Developing with FreeBSD
Preamble
I've usually dealt with Linux based systems (such as Ubuntu, Fedora, CentOS, RedHat) as part of my work or personal projects. Sometimes, I venture into Windows and macOS, but rarely do I get a chance to get into other Unix variants such as FreeBSD. Infact, the last time I worked on this and other distros such as OpenBSD, NetBSD, Sun Solaris, SCO UNIX, was when I worked at Adaptec Inc. (around 2007), on RAID storage management software. Their driver and software had to support many operating systems, the esoteric ones too.
So, I jumped at the opportunity when roc-streaming needed some contributions to support FreeBSD. I needed the excuse. Here is how I went about setting it up.
Getting up a FreeBSD VM running
I usually work on Ubuntu (currently Ubuntu 24.04.3 LTS), so the easiest (and user-friendliest) way to install FreeBSD-14.3 is to use VirtualBox. I went to the virtualbox website and downloaded the deb package for Ubuntu 24.04 and followed the Debian-based Linux distributions further below.
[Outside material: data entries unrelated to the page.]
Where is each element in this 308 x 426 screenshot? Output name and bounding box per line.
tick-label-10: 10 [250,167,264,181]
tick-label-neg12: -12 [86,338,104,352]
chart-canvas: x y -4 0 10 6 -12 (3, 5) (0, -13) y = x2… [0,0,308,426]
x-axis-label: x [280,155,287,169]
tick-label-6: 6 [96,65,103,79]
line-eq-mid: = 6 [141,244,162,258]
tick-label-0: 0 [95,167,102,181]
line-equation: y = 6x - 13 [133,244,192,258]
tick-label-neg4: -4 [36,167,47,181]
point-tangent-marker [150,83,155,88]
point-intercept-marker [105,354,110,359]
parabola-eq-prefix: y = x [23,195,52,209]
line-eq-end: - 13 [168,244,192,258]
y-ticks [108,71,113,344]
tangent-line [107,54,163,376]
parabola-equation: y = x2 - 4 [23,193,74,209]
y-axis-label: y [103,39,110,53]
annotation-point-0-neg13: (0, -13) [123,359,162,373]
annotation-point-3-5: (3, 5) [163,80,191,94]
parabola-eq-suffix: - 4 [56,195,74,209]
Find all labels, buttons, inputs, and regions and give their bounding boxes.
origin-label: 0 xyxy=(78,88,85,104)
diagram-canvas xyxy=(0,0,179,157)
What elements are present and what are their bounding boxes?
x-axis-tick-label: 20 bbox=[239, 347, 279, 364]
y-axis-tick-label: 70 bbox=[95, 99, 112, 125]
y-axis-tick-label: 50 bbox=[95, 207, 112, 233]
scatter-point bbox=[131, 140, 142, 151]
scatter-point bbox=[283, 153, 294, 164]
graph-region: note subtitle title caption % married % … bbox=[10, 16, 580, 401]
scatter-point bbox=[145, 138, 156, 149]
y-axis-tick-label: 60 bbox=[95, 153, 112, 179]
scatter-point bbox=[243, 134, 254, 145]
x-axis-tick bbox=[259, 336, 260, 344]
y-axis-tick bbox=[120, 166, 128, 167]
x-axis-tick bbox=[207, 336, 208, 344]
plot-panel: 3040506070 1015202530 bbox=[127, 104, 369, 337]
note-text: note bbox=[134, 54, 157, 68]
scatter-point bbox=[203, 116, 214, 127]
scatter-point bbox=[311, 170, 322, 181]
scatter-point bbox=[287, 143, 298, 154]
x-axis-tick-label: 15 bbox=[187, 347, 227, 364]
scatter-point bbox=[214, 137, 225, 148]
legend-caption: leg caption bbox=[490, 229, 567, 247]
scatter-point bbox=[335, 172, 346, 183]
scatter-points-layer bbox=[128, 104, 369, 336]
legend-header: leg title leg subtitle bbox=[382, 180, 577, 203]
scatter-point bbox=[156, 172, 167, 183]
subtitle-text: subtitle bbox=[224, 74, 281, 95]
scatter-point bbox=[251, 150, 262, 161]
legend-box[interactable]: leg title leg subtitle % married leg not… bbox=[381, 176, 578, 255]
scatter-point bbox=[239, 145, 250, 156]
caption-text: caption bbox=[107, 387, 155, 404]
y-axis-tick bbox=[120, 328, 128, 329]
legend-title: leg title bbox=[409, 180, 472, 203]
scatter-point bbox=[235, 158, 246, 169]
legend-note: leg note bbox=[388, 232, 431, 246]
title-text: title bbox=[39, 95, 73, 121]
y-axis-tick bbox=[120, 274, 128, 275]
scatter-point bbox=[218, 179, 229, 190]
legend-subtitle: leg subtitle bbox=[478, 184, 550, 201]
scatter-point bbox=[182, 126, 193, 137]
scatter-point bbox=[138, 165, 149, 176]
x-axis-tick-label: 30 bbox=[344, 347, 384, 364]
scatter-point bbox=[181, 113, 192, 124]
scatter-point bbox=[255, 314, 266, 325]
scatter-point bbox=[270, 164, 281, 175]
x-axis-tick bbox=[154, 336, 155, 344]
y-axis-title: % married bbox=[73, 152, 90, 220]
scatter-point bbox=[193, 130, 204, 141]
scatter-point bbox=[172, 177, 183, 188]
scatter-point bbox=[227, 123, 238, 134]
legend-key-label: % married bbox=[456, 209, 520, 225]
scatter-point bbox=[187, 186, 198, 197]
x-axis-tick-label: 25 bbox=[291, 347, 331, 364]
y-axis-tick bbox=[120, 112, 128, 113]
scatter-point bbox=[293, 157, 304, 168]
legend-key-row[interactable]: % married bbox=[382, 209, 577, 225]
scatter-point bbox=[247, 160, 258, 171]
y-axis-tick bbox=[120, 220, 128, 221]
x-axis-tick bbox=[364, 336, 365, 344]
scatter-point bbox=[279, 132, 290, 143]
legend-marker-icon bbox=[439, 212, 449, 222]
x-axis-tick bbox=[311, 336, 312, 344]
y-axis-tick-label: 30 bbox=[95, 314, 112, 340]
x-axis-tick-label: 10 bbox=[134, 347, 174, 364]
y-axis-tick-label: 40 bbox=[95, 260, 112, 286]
I then launched "Oracle VirtualBox Manager". (I think there are other non-branded versions of VirtualBox, possibly shipped within the distro itself) and created a new VM with enough storage (32 GB). I downloaded a FreeBSD iso dvd from here and used it as my second installation disk and started the VM, with the error message, VT-x is being used by another hypervisor (VERR_VMX_IN_VMX_ROOT_MODE).

What the actual! There's another hypervisor already running?
After some searching, it turns out there's a kvm kernel module that is running which stops the Intel VT-x form being used:
nolan-veed@nolan-veed:~$ lsmod | grep kvm
kvm_intel 487424 0
kvm 1425408 1 kvm_intel
irqbypass 12288 1 kvm
nolan-veed@nolan-veed:~$ modinfo kvm_intel
filename: /lib/modules/6.14.0-33-generic/kernel/arch/x86/kvm/kvm-intel.ko.zst
license: GPL
description: KVM support for VMX (Intel VT-x) extensions
...
I can temporarily disable this, because I'm not using kvm on my laptop:
nolan-veed@nolan-veed:~$ sudo modprobe -r kvm_intel
nolan-veed@nolan-veed:~$ lsmod | grep kvm
Then my VM starts, and I can go through the FreeBSD installation screens.
Configuring SSH access
Once rebooted, I find it important to have SSH access. This is because it tends to become tedious switching between the VM and the host machine. I also tend to do most of the work on the host machine, in VSCode for example.
So, upon your first login as root, simply edit the /etc/ssh/sshd_config file, ensuring these lines are properly setup:
...
PermitRootLogin yes
...
PasswordAuthentication yes
Then restart the service:
service sshd restart
Also change your root password. (It's usually empty by default.)
And test from the host using:
ssh root@<ip-address>
You can get the ip address of your VM using ifconfig. (It's easier if you use a "Bridged Adapter" in VirtualBox VM settings for the network interface.)
Once ssh is confirmed to be working. You can also authorize your ssh key, just makes life easier:
ssh-copy-id root@<ip-address>
Setting up for software development
I generally, use VSCode for software development. So, in the case of roc-toolkit, I clone the repo on my host machine and opened it in VSCode.
I then mount it on the the FreeBSD VM through sshfs. For this, you'll need to do the following on the VM:
# Install the package.
pkg install fusefs-sshfs
# Load the kernel module
kldload fusefs
# Mount a host machine's directory
sshfs -o idmap=user nolan-veed@<host-ip-address>:nolan-veed/roc-toolkit roc-toolkit
I can then work with VSCode and run any build commands on a FreeBSD terminal through ssh.
Wrap up
That's enough for now. But, I have a few things to do. There are some nicer ways of doing things for what I want (perhaps for another post):
- We can try some already installed FreeBSD disk images - there are CI and CLOUD-INIT images.
- We can use qemu-system-x86_64 to run disk images, instead of a full blown VMM, like VirtualBox.
For the task at hand, I was able to fix the roc-toolkit build and run tests. I then and create a PR for it. The next thing for me to look into is how we get this to build in CI, specifically through GitHub Actions. For this, there are some cool GitHub Actions already available from vmactions, and for quite a few bsds too. For FreeBSD, I can use this one. It it works through libvirt and qemu.